Success Academy's charter rally shutdown plan draws criticism

Brooklyn City Councilman Stephen Levin is not happy that some charter school students are getting let out of class next month to attend a political rally, and he wants Chancellor Dennis Walcott to do something about it.

“This would never be allowed at a public school, and it has no place in charter schools either,” Levin said in a statement that his office emailed this morning. “I call on Chancellor Walcott to intervene so that Ms. Mosowitz’s [sic] political rallies are not being held at a time when students should be learning.”

Levin — who in June called for a ban on new charter schools — was referring to the Oct. 8 charter school rally that’s being organized in part by Success Academy Charter Schools founder and CEO Eva Moskowitz. Other charter schools are involved as well — organizers said they expect more than 15,000 people to participate — but Moskowitz alone is the only charter school operator shutting her entire network for the morning.

Moskowitz is closing her schools while the event takes place so that staff and students can attend. It’s not technically mandatory for parents to attend the event, but Moskowitz made it clear in an email last week that their attendance is important.

Organizers of the rally, caught off guard by the focus on Moskowitz’s role, have rushed to insist that the event will represent a much larger swath of the city’s 183-charter school sector than Success schools. Jeremiah Kittredge, executive director of Families for Excellent Schools, one of the groups organizing the event, said no parents or students would be required to go.

“Most schools are approaching this as a civic field lesson that students can opt into,” Kittredge said in a statement.

Moskowitz’s schools have been the target of criticism from Democratic mayoral nominee Bill de Blasio, who has said he would charge rent to charter schools that operate in city-owned buildings — calling out Success schools in particular.

“These issues are tremendously important,” Moskowitz told parents in a letter on Saturday that urged them to attend. “If we lose ground — literally, if we lose access to public space — we cannot fulfill our commitment to you and your scholar.”

Levin suggested that Success parents aren’t being given much of a choice over whether to attend.

“Forcing parents and children to march in a political rally is obscene and has no place in our schools,” Levin said in the statement. “It is insulting that someone who is supposed to be educating New York City’s children would choose to pull kids out of school in order to benefit her political agenda.”

“Families that are there are there by choice — it’s the key principle that undergirds everything we do,” Kittredge said in the statement.

It’s unclear what, if any, steps Walcott could take to actually put a stop to the rally even if he wanted to — which he likely does not, because the Bloomberg administration supported the expansion of the charter sector. Charter schools receive public funds but are privately managed, and the Department of Education has little control over how the schools structure their schedules.

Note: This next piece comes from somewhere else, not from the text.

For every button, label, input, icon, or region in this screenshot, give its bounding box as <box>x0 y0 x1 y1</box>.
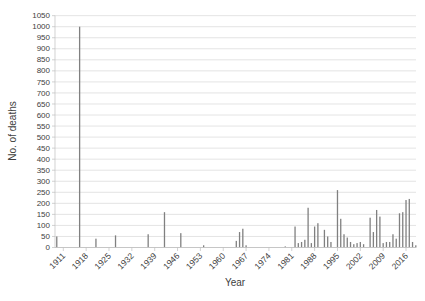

Although Levin’s statement reflects concern about students losing out on valuable learning time, most charter schools have longer days and years than district schools. Moskowitz calculated that by eighth grade, Success students will have accrued an extra 2.7 years of class time over district school students.

“We treat ‘time’ as one of our most precious commodities and we don’t make decisions to engage in civic field trips lightly,” Moskowitz wrote in an email to principals in her network on Monday.

It’s not unusual for charter schools to take students out of school to advocate for civic issues that are aligned to education policy. Every year, the charter sector takes a group students to Albany to lobby lawmakers to be more supportive of charter schools. And classes are suspended in the Democracy Prep network on election days so students can help get out the vote.

Still, other school leaders who are planning to attend the event said today that they’re taking a less aggressive approach.

“For us it’s really focused on getting our families out,” said Public Prep CEO Ian Rowe, who runs a three-school charter network with about 1,100 students. Rowe said his schools would stay open and that only two classes of eighth graders would attend “to witness the action as an experiential field trip.”

Moskowitz appears to making her plea to parents in person as well. She is scheduled to visit Cobble Hill Success Academy to meet with parents Friday morning for an “important parent meeting,” according to a flier that is posted at the school.

Morty Ballen, CEO of Explore Charter Schools, said he would be hosting a series of meetings with parents to urge them to attend. But he said his teachers and students would stay in school.

Ballen said the tougher decision for him was whether to attend at all. At last year’s rally, which left the city’s charter sector divided, Ballen decided not to join Moskowitz at City Hall.

But this year, with the mayoral election a potential turning point for the charter sector, Ballen said, he believed it is important to unite charter school parents in one place to be heard.

“I don’t think this is about Success,” Ballen said. “I think this is about a moment as a sector where we find out what it takes moving forward to operate successfully.”